I'll just be over here enjoying my toybox of cultural everything.
ysabetwordsmith: (gold star)
While the rest of the world is going apeshit trying to ban hijab, Japan has introduced wagara kimono hijabs for the pleasure of their Muslim folks.   Not just plain hijabs that work with kimonos, but actual wagara -- Japanese aesthetics like sakura blossoms for springtime, so they actually match in ways that look nice and feel Japanese.  Fusion at its best.  <3 Japan.  
ysabetwordsmith: Cartoon of me in Wordsmith persona (Default)
Evidently there's a terrible-sounding book on this topic, and someone decided to rant about that, with a very bad habit of equating nonviolent communication (the concept) with Nonviolent Communication: A Language of Life by Marshall B. Rosenberg (the book).

Read more... )
ysabetwordsmith: Cartoon of me in Wordsmith persona (Default)
Beautiful just to read, but incredibly useful if you write Japanese poetry such as haiku. 
ysabetwordsmith: Cartoon of me in Wordsmith persona (Default)
Well, sort of.  Ketamine works for treating resistant depression in some people, but both the side effects and the stigma cause significant problems.

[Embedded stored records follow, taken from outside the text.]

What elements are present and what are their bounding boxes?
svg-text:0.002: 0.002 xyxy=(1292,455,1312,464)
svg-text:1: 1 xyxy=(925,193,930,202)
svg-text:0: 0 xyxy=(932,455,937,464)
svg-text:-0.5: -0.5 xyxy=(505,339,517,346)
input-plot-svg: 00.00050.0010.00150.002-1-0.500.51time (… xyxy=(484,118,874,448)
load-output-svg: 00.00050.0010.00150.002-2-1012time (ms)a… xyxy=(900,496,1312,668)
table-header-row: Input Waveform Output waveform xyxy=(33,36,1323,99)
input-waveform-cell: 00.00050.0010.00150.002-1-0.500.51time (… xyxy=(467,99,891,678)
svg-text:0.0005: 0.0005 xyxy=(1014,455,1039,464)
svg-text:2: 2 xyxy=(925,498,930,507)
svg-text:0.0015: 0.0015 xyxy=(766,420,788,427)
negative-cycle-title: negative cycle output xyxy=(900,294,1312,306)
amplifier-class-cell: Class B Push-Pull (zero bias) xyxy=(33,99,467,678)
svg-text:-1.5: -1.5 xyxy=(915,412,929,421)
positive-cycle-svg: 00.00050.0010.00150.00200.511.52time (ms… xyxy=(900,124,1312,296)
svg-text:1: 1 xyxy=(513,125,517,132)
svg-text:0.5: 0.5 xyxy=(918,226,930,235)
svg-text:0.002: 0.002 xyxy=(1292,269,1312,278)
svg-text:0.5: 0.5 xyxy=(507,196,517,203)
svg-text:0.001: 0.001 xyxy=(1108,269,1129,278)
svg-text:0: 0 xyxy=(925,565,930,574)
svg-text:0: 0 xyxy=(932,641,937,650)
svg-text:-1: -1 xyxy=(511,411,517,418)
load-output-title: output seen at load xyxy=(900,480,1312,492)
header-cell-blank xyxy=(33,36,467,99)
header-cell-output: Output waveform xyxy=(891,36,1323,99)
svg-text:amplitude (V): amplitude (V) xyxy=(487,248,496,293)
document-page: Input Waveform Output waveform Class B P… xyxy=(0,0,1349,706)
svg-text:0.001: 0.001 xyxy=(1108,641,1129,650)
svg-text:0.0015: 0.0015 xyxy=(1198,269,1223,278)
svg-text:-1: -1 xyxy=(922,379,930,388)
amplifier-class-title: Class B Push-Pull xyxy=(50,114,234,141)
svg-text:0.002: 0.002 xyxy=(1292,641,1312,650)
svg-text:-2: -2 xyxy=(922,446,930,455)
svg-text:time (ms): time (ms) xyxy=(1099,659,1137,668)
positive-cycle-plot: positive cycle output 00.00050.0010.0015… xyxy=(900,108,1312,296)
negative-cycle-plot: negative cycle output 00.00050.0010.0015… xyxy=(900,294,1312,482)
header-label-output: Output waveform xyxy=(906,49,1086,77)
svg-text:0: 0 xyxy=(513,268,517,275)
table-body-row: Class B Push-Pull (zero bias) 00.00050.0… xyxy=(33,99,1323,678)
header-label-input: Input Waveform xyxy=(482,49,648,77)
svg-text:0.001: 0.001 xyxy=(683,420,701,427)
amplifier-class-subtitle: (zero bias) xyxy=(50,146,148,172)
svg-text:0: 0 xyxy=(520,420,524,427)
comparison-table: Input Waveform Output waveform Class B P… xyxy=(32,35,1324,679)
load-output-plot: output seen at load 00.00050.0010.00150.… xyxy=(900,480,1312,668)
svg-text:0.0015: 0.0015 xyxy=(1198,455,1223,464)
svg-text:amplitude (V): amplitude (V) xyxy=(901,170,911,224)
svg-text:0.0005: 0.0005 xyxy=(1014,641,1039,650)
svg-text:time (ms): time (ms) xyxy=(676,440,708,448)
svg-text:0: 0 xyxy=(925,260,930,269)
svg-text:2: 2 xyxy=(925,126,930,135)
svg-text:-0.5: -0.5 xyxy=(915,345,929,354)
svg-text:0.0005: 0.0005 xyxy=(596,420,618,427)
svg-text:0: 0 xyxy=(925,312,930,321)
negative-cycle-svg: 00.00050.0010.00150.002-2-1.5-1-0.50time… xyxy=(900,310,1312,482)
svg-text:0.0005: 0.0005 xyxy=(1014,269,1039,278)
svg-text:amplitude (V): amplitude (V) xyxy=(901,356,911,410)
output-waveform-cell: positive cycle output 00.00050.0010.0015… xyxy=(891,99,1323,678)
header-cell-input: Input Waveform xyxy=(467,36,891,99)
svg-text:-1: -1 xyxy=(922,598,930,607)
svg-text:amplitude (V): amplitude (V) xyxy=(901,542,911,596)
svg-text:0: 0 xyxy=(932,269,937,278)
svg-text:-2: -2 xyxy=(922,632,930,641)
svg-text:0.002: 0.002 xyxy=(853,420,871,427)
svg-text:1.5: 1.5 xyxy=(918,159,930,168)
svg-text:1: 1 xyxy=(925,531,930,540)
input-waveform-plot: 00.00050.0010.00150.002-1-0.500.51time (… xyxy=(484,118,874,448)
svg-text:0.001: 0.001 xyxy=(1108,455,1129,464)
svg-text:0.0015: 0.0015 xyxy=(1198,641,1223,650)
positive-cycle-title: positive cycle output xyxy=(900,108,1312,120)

This really makes me want to get into Terramagne and write about a character with depression and horse traits.  Because ketamine's main use is, in fact, for large animals.  It's safer for them than a lot of other drugs -- particularly for skittish prey animals who are otherwise prone to spook and bash themselves into walls or trample nearby humans.  So it stands to reason that while antidepressants might work much less well on equine-human persons, ketamine might work quite a lot better.  That doesn't necessarily mean it has no side effects, but it's probably a reliable way of damping down the depression.  One of many ways in which soups, especially primal soups, can have very different reactions to stuff than ordinary humans do.  And yet, truth told, it works well enough for humans that some stick with it like glue -- especially people for whom the usual stuff does not work.  So then, an equine primal, and their human friends who also use ketamine, and their support group, because T-America doesn't bury this stuff under the rug near as much as here.

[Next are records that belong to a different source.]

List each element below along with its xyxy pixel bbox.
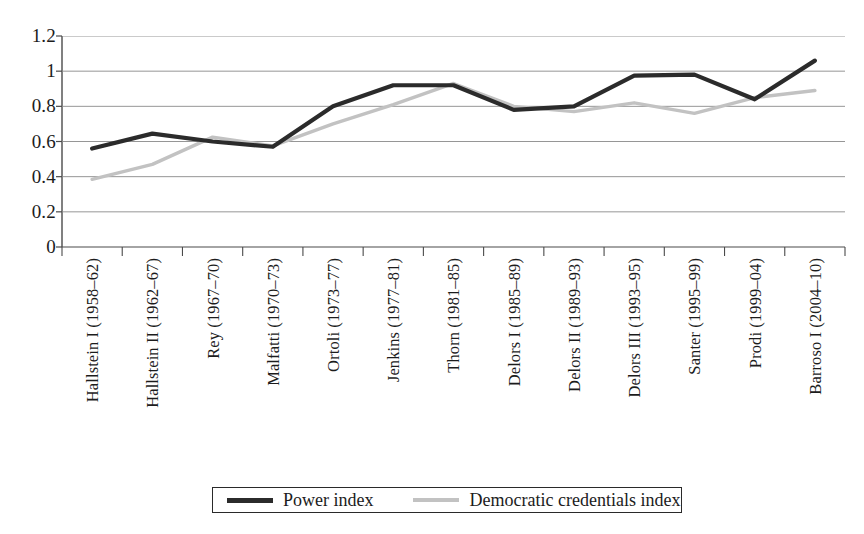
y-axis-tick-label: 0.6: [8, 132, 56, 151]
legend-line-swatch-democratic-credentials-index: [413, 498, 459, 502]
x-axis-tick-label: Hallstein I (1958–62): [84, 258, 101, 402]
y-axis-tick-label: 0: [8, 237, 56, 256]
legend-line-swatch-power-index: [227, 498, 273, 503]
series-canvas: [62, 36, 845, 247]
x-axis-category: Delors II (1989–93): [544, 258, 604, 468]
y-axis-tick-label: 1.2: [8, 26, 56, 45]
series-line-democratic-credentials-index: [92, 83, 815, 179]
y-axis-tick-labels: 1.210.80.60.40.20: [0, 0, 56, 534]
x-axis-category: Hallstein II (1962–67): [122, 258, 182, 468]
x-axis-tick-label: Delors II (1989–93): [565, 258, 582, 392]
plot-area: [62, 36, 845, 247]
x-axis-tick-label: Hallstein II (1962–67): [144, 258, 161, 408]
x-axis-category: Santer (1995–99): [664, 258, 724, 468]
chart-legend: Power index Democratic credentials index: [212, 487, 682, 513]
x-axis-category: Delors III (1993–95): [604, 258, 664, 468]
x-axis-category: Barroso I (2004–10): [785, 258, 845, 468]
x-axis-tick-label: Prodi (1999–04): [746, 258, 763, 368]
legend-item-power-index: Power index: [227, 491, 373, 509]
x-axis-tick-label: Barroso I (2004–10): [806, 258, 823, 395]
x-axis-category: Jenkins (1977–81): [363, 258, 423, 468]
y-axis-tick-label: 1: [8, 61, 56, 80]
x-axis-category: Hallstein I (1958–62): [62, 258, 122, 468]
y-axis-tick-label: 0.2: [8, 202, 56, 221]
x-axis-tick-label: Thorn (1981–85): [445, 258, 462, 373]
x-axis-category: Delors I (1985–89): [484, 258, 544, 468]
y-axis-tick-label: 0.4: [8, 167, 56, 186]
series-line-power-index: [92, 61, 815, 149]
x-axis-category: Rey (1967–70): [182, 258, 242, 468]
x-axis-tick-label: Delors I (1985–89): [505, 258, 522, 386]
x-axis-tick-label: Malfatti (1970–73): [264, 258, 281, 386]
x-axis-tick-label: Ortoli (1973–77): [325, 258, 342, 372]
x-axis-tick-label: Delors III (1993–95): [626, 258, 643, 397]
legend-label-power-index: Power index: [283, 491, 373, 509]
line-chart: 1.210.80.60.40.20 Hallstein I (1958–62)H…: [0, 0, 864, 534]
x-axis-tick-label: Santer (1995–99): [686, 258, 703, 375]
x-axis-category: Malfatti (1970–73): [243, 258, 303, 468]
x-axis-category: Ortoli (1973–77): [303, 258, 363, 468]
legend-label-democratic-credentials-index: Democratic credentials index: [469, 491, 680, 509]
y-axis-tick-label: 0.8: [8, 96, 56, 115]
x-axis-tick-label: Jenkins (1977–81): [385, 258, 402, 382]
x-axis-tick-label: Rey (1967–70): [204, 258, 221, 359]
x-axis-tick-labels: Hallstein I (1958–62)Hallstein II (1962–…: [62, 258, 845, 468]
x-axis-category: Prodi (1999–04): [725, 258, 785, 468]
legend-item-democratic-credentials-index: Democratic credentials index: [413, 491, 680, 509]
x-axis-category: Thorn (1981–85): [423, 258, 483, 468]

Or we could always go with Moon Door instead.  You know some of the Women's Chronic Pain Support Group must have tried it, some of them are try-anything types.  My money's on Soma.  
ysabetwordsmith: Cartoon of me in Wordsmith persona (Default)
Now funding on Kickstarter: an anthology of asexual fairy tales with illustrations.  :D 3q3q3q!!! 

I definitely want the hardcopy.  I am considering whether I want to bump up to the next level and also get two signed prints of the artwork.

If you want there to be more acefic in the world, go check out this project.  Fairytales are for everyone!  And the author is right, some of those things were already ace as hell, it doesn't take much to highlight that.